While the full Xbox oil spill on the horizon has yet to take shape, one thing’s for certain: It’s gonna be ugly. But the truth is, Microsoft has never entirely known what to do with its beleaguered games division, because it’s a tech company—not a dedicated entertainment enterprise. This is how you get creatives under the same figurative roof as those building software employed by a genocidal vassal state, and it’s also how you wind up in a situation where Xbox’s entire future is being undermined by AI—which the company is all in on. Xbox can’t stop stepping on rakes, and Microsoft runs the rake factory. On the latest Aftermath Hours, we discuss the absurdity of Xbox’s plight.
This time around, we’re joined by Post Games’ Chris Plante to discuss an ambitious new episode of his show: the Earliest Game Of The Year awards. Why now? Because games that release near the beginning of the year often get ignored or forgotten by the time GOTY season rolls around. Also, as of now, nearly 11,000 games have already come out this year. We ask Chris why, despite a glut of same-y industry award shows, he believes we need more—not less—and what the value of those shows could be if they focused more on specific types of games or just generally dared to be weirder.
Then we move on to the latest grim tidings out of Microsoft, where multiple studios including Double Fine, Compulsion, and Ninja Theory are now on the chopping block. What’s the plan here? Is there one? Was there ever—at least in terms of building a coherent identity around Xbox? Lastly, I get to talk about the UFC’s White House card, to the surprise and delight of no one.
You can find this week's episode below and on Spotify, Apple, or wherever else you prefer to listen to podcasts. If you like what you hear, leave a review so that we can erect our own hideous megastructure on the White House lawn not for any specific event or occasion but just because it would be funny.
Here’s an excerpt from our conversation (edited for length and clarity):
Chris Plante: I think the bet that [Microsoft] made—and I don’t think internally this was a thing that everybody was buying into—was first hundred days to build the brand, second hundred days to pull the band-aid. The band-aid I feel like is so much worse because those first hundred days were wasted on “Should we call it XBOX?” It would have been horrible for it to just start with all of the pain, but 100 days really matters for the future of these studios, and having to rush this over the course of the next—what—two weeks? Just so bleak.
Chris Person: There’s also just this [idea of] “Hey, I’m not like the old boss. I’m cool. I’m with it.” That shit always felt fake. It always felt like some shit you just said, like “I’m just an AI person, but what if I got into games?” No, I’m sorry.
Microsoft has had this problem where it’s wanted this prestige for these studios in the service of Game Pass, I guess, in the abstract—which has not done well. The Activision thing kind of backfired a lot. I don’t think that ever should have gone through. But also, there are these studios you’d normally like to [support], like Double Fine. The people who care about the BDS boycott and the people who care about Double Fine are a circle.
It has always felt disingenuous because Microsoft doesn’t have an identity that lasts longer than a few fiscal quarters or years. They are always changing shit; they are always burning what they used to be and trying a new thing and never letting things come to fruition. Nobody knows what this console is. It’s posting [Xbox] 360 in Shibuya numbers at this point. It’s not a healthy console. Nobody believes in it. Xbox has become a game publisher first and foremost—one that is fraught and refuses to answer for 1) how weird the entire endeavor is and 2) it’s taking the brunt for a huge problem that Microsoft refuses to answer.
I don’t know how you reconcile any of this shit. Do you believe that Xbox is going to be a real thing? I don’t. It feels like they inherited the Dreamcast curse. It feels like they inherited the weird third console slot, because people aren’t gonna buy three consoles, because nobody has money, because of AI—because of Microsoft. They are causing the problems that are then subsequently hurting them.
Nathan: Not only are they stepping on every rake, but they also run the rake factory.
Chris Person: They run the fucking rake factory! And it makes what they’re doing worse.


Required action: Go over the lines below, and when one contains the word "wire", copy it.

((

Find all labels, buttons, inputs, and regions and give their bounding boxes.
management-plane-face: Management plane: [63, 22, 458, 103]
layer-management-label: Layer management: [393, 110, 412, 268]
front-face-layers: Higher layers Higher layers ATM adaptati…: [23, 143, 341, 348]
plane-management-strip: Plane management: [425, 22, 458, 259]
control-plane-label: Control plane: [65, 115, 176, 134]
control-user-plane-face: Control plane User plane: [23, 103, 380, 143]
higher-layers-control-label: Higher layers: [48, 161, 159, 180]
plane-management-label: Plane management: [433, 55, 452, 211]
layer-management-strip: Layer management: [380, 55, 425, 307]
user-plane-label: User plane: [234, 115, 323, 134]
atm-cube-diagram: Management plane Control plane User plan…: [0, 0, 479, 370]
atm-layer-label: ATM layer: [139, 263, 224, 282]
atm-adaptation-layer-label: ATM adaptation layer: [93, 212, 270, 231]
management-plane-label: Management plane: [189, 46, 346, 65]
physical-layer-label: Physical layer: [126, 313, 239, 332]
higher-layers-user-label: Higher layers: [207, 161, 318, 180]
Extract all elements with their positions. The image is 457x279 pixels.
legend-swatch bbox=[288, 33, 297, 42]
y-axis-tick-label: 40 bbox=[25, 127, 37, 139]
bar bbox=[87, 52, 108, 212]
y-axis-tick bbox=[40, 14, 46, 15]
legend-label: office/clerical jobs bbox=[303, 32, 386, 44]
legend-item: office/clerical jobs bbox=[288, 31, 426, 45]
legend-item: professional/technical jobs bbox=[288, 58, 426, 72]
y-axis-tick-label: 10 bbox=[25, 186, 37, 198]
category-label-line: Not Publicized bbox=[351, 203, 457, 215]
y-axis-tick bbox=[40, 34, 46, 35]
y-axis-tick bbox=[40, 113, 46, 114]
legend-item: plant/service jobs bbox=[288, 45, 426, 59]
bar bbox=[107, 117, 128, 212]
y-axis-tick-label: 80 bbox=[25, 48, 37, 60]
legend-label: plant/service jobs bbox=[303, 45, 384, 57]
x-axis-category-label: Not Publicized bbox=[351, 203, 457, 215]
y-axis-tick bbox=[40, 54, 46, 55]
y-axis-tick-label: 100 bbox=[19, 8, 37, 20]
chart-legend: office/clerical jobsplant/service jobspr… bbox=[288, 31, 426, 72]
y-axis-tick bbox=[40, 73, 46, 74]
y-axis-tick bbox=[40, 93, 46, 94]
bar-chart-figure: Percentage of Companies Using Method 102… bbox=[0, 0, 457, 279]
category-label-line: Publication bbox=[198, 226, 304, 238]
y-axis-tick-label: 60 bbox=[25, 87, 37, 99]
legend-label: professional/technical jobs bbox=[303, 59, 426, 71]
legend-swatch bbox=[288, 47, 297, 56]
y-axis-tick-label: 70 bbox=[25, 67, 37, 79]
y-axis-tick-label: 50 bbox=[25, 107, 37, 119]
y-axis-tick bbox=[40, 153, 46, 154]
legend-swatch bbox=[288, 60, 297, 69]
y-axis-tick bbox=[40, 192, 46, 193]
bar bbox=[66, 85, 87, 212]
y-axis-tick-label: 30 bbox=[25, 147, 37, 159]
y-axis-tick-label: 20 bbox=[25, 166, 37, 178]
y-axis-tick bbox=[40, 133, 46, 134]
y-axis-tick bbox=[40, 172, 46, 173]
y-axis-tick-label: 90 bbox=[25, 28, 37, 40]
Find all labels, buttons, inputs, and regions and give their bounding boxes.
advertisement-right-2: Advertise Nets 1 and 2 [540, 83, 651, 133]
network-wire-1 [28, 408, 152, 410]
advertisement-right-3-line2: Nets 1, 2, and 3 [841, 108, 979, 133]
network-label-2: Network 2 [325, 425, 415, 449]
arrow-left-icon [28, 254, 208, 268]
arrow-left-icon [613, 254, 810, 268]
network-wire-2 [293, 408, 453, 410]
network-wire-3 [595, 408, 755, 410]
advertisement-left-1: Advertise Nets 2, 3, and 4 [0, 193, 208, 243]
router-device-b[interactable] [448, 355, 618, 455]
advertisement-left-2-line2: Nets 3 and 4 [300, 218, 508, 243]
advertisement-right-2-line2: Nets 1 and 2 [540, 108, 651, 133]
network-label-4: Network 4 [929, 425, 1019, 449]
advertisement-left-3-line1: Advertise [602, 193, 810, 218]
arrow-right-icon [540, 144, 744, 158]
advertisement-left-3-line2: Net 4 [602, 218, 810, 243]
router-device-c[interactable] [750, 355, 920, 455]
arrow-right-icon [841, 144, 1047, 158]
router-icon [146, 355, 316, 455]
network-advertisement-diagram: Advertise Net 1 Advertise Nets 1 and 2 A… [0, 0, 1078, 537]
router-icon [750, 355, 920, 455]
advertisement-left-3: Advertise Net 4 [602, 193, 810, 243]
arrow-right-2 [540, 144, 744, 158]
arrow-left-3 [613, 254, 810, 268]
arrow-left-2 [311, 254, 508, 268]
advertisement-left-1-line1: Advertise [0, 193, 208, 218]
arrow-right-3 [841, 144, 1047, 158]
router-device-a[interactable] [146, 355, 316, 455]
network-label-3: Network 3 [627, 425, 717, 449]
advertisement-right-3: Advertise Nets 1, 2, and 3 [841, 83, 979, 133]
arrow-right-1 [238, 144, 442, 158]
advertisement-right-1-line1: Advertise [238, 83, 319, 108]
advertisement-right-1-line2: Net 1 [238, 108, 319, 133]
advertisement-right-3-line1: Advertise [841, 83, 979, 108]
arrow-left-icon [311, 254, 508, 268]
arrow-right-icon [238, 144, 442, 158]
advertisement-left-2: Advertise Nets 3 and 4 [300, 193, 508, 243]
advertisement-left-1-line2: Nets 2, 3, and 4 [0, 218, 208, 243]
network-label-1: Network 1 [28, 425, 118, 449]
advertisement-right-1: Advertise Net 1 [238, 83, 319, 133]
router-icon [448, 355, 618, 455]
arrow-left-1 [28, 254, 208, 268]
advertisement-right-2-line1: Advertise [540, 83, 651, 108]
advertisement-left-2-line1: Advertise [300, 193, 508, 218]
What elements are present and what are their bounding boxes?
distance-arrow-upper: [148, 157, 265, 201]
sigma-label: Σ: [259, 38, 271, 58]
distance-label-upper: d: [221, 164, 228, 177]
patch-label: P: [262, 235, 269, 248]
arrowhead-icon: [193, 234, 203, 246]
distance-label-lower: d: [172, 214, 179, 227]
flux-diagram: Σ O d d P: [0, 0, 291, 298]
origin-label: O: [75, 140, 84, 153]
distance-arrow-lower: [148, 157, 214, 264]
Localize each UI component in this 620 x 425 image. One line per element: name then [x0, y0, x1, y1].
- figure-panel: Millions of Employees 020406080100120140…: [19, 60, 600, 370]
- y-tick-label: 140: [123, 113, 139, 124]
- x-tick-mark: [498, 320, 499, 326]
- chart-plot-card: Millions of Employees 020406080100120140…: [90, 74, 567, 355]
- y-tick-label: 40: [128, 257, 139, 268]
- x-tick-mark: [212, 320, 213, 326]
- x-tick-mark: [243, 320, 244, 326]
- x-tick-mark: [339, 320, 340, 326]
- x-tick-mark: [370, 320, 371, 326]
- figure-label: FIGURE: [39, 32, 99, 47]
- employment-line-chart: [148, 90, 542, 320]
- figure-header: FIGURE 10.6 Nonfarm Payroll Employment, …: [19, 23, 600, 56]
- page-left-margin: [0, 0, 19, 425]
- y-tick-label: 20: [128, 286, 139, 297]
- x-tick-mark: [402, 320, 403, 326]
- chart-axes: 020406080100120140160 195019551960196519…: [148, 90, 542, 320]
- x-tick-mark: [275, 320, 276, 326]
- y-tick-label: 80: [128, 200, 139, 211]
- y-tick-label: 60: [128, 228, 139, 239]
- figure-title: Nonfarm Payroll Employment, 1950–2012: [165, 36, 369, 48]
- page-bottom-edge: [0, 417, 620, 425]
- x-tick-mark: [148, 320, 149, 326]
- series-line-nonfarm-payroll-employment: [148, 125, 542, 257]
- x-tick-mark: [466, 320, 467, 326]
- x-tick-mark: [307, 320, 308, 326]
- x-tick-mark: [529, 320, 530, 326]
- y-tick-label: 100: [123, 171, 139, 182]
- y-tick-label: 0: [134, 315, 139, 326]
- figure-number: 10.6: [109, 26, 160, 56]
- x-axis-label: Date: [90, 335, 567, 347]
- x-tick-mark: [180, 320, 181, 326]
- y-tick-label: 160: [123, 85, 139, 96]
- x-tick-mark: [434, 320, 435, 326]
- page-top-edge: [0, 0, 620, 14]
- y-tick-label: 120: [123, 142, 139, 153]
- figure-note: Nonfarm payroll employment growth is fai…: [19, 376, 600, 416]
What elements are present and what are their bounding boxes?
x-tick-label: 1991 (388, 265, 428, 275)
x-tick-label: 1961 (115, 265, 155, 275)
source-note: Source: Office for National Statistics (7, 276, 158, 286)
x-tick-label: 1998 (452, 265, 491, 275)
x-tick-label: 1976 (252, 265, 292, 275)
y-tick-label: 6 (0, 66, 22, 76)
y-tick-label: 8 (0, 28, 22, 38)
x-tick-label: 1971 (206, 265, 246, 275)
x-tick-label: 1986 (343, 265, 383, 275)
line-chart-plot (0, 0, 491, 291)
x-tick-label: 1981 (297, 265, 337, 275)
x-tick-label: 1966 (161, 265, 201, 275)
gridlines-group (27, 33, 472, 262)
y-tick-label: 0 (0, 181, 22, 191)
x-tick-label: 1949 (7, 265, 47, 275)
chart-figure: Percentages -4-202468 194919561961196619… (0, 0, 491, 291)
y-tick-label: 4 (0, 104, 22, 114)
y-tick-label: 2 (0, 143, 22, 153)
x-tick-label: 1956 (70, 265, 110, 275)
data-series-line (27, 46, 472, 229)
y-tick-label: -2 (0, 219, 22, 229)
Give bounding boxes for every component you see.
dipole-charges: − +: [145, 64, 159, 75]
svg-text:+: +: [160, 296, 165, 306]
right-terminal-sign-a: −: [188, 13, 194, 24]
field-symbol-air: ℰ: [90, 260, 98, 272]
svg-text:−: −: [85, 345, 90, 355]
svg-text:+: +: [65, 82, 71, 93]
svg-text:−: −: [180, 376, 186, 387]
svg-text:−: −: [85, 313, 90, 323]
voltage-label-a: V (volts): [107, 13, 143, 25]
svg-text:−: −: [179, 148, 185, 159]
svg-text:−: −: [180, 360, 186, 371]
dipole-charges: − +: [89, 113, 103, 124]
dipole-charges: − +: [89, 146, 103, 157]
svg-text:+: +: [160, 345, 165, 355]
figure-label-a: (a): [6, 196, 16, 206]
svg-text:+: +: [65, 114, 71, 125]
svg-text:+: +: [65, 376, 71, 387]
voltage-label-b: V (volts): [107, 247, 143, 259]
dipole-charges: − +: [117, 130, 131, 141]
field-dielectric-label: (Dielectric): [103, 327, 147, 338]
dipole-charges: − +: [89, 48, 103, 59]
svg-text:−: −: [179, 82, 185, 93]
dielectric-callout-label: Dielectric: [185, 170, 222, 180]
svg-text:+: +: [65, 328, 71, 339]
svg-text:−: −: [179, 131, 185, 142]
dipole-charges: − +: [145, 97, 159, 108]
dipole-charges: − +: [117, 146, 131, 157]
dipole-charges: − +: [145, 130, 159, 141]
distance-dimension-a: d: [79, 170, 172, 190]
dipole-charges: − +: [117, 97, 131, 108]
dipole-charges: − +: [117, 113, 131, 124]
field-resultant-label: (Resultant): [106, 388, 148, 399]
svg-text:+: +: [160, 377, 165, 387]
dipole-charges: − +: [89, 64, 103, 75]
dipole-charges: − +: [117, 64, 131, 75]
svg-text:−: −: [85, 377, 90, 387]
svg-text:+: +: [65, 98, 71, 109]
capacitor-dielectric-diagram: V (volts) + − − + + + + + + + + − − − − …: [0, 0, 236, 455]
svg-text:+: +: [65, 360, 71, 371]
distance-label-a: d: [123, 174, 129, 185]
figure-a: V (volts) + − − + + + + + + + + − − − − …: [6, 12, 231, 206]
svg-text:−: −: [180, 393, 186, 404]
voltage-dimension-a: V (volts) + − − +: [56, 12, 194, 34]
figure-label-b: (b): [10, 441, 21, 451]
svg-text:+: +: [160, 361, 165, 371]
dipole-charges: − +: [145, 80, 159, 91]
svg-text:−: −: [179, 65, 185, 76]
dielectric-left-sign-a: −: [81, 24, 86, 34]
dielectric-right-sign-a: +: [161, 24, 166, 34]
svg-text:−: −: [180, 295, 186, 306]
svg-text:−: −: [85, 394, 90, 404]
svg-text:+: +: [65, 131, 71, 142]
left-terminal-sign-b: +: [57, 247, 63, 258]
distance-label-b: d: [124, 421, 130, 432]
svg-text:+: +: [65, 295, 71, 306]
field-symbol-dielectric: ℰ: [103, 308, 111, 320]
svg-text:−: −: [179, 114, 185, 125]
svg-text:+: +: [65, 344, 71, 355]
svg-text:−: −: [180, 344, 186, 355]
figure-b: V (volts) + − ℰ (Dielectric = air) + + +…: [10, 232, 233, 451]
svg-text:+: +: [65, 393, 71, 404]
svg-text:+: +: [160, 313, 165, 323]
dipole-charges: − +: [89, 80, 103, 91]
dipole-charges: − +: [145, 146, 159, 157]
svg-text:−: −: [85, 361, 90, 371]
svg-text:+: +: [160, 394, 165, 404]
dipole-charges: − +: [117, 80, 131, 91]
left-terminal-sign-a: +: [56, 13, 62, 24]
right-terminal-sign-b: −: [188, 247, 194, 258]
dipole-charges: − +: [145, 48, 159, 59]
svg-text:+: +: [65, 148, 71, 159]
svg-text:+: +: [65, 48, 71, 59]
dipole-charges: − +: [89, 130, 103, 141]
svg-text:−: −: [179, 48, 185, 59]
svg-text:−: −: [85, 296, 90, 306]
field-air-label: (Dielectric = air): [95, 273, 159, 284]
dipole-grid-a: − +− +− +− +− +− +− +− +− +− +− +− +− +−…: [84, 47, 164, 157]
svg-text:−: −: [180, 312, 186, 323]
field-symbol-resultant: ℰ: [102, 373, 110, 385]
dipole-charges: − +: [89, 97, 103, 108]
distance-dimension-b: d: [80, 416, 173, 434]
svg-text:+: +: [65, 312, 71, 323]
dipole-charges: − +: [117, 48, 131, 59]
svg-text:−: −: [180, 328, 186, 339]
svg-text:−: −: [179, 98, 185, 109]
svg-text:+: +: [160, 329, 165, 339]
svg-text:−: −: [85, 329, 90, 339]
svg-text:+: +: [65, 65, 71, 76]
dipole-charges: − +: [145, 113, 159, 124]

))

Your response:
network-wire-1 [28, 408, 152, 410]
network-wire-2 [293, 408, 453, 410]
network-wire-3 [595, 408, 755, 410]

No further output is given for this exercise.